I'd apply the window to randomly-sampled mini-batches of consecutive points instead of optimizing the neural network on just randomly-sampled batch points or on all the dataset at once. I guess that using an Hann-Poisson window will make the "gradient" valley easier to "ski down" with gradient descent which is a greedy algorithm. I guess that the spectral leakage caused by the Hann-Poisson window function will make the gradient landscape more monotonically decreasing in every point towards the global minima.
(tldr; use a sine and cosine function regression like a linear regression. Think like solving for a free angle and a free phase instead than for a free bias and weight).
1. Convert the hours to an angle in degrees or in radians (a simple linear transformation).
2. Take the cos and sin of the angle to get the x and y position in a plane, respectively.
3. Introduce a time axis such that the thing doesn't draw a circle but rather an helix (like DNA).
4. So we now have a ton of 3D data points: (time, x, y). Create a ML model to fit a sine and a cosine to those data points to match them perfectly. Your model has only 2 free parameters to optimize for: a shared phase offset and a shared frequency. The sine uses (time, y) and the cosine (time, x).
5. Initialize the model with a random phase offset and a frequency ideally already close to the one you think you have. Don't initialize with a too high frequency to avoid fitting just Nyquist-frequency-close-noise.
6. Optimize! (With the least squares.) I guess that you might congerge only to a local minima and need to try different randon starting frequencies if you fail to converge.
7. The answer to your problem is the now-optimized free parameter of the frequency. It won't sit between two bins of your fft anymore.
Note: This link contains images picturing the transformations I try to explain.
Disclaimer: I didn't do that yet, this is just off the top of my head. If I said something wrong, please comment. Mostly about a wrong convergence to Nyquist freq or something like that (?).
In the end, this way, you won't have discrete fft bins. You'll approach the problem orthogonally to that: you solve for finding the one best fft bin (frequency) directly.
In other words: solve for the content in the exponential of "e" as free parameters, and for one such frequency and phase offset instead of many bins.
Also, you should be able to use your favorite editor for the code outside notebooks (over time, more and more of the code will be outside of your notebook). You might often work in the editor, and at other times in the notebook depending on the nature of the work. As the project advances, notebooks will become less and less important, they only kickstart projects.
Never tried macOS, but matplotlib works fine under Windows and Linux. Maybe you could save plots to images on disks and prevent them to show? I once ran code that used PLT on a server and I needed to use something like `matplotlib.use('Agg')` to prevent the code from crashing because of lacking graphical output.

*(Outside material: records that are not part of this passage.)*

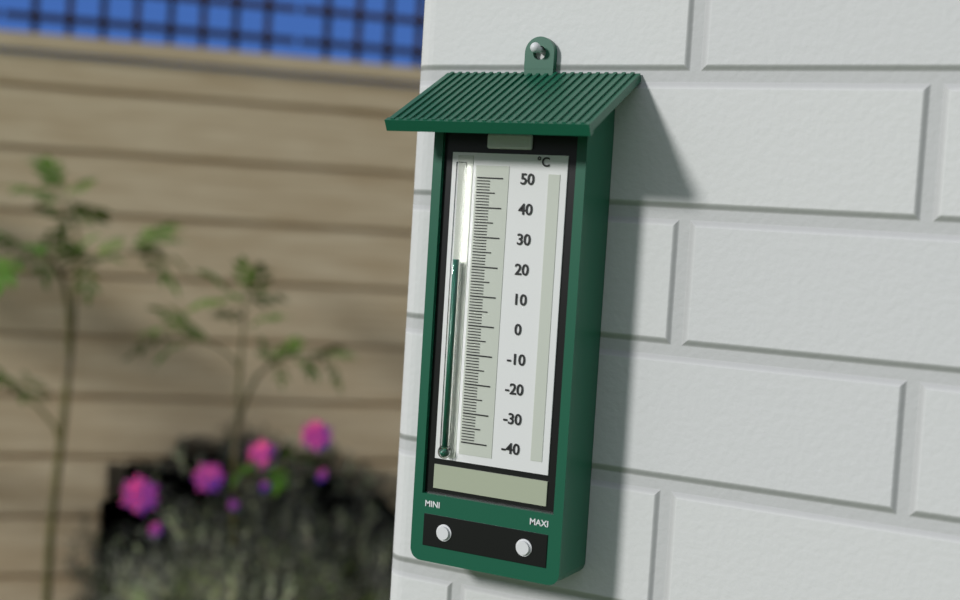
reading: 22 °C
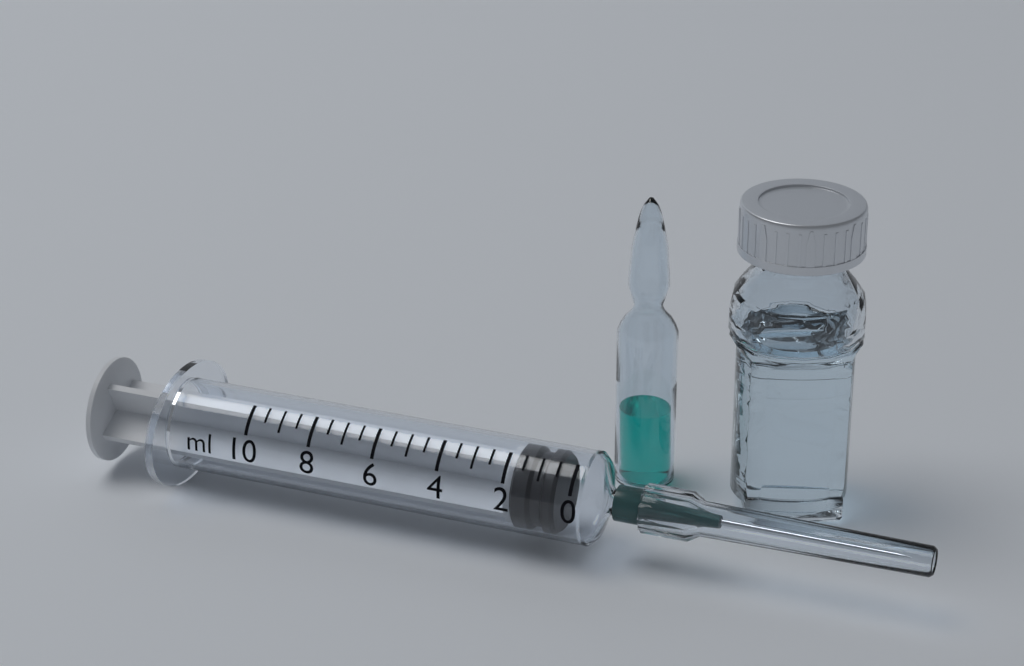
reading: 0.5 ml
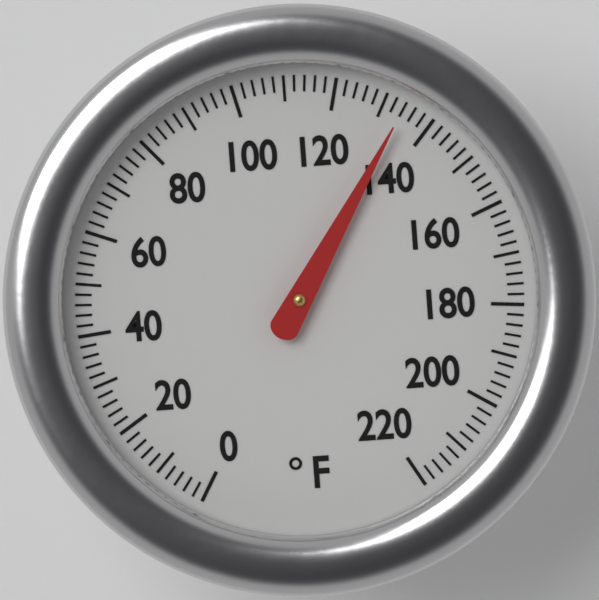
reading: 134 °F
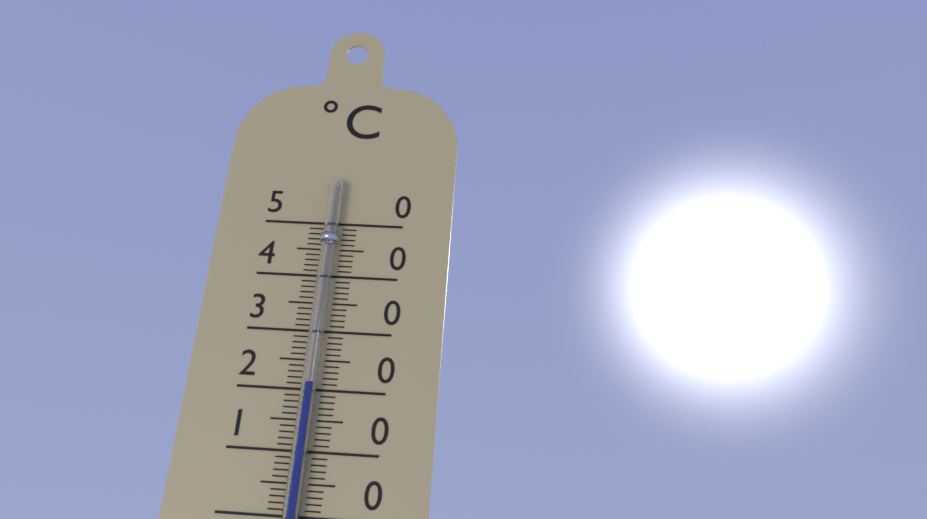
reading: 21 °C
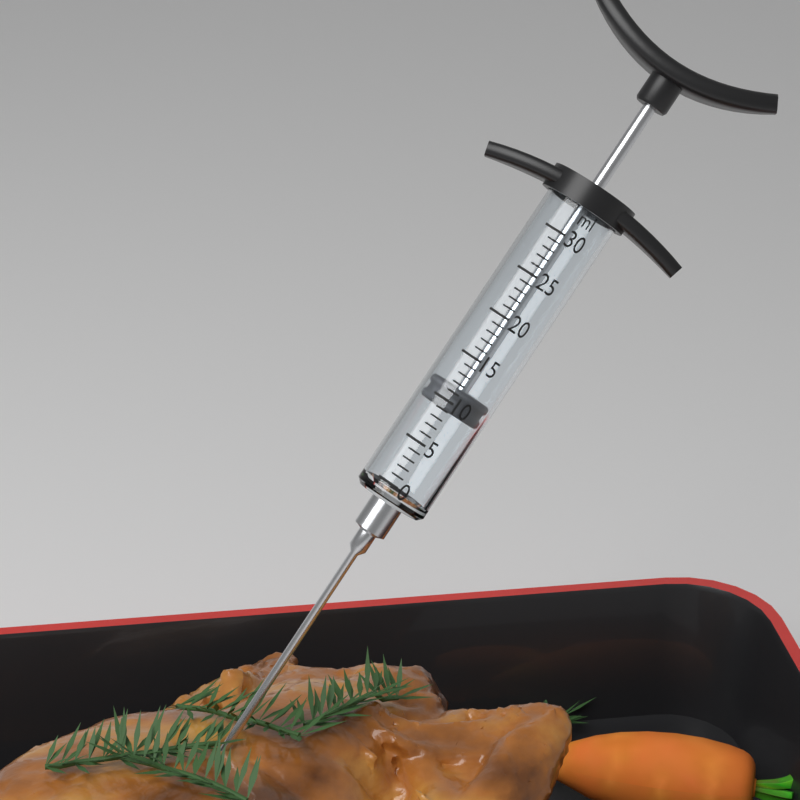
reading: 9 ml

Personally, I love to have notebook cells to be able to code without re-running everything. Especially in the case of deep learning, training a model is long. Jupyter is very good for creating and debugging code that:
A) needs a trained model loaded for it to work but you want to skip the part of saving/loading the model, or
B) code that saves-then-load a model.
If the "mutable state with global variables" drives you crazy, you may want to avoid reusing the same variable names from one cell to another, and reset the notebook more often. Also, avoid side effects (such as writing/loading from disks) and try to have what's called pure functions (e.g.: avoid singletons or service locators, pass references instead). If your code is clean and does not do too much side effects, you should be able to work fine in notebooks without having headaches.
Whoa, thank you all for the nice comments, I didn't expect to make such a buzz here nor today. I'm glad to see the reactions - even the bad ones, it seems aligned with what I thought. Yes, notebooks are very useful for the faster coding cycle, but they become easily heavy (I'd love to see a better multiline edit and a better autocompletion in Jupiter).
Seems like I already posted my article 2 months ago, but renamed the GitHub repo since then, which may explain why someone else (jedwhite) could submit my article again: https://news.ycombinator.com/item?id=18339703
I didn't submit it twice to HN. Well, nice to see that in a parallel world my post did the 1st page on HN! :-)
But could this mean that my HN account is like "shadow banned" or something? Strange to see that all my own submissions on HN haven't got much attention for months. Or maybe it's just the random factor... Well, thanks!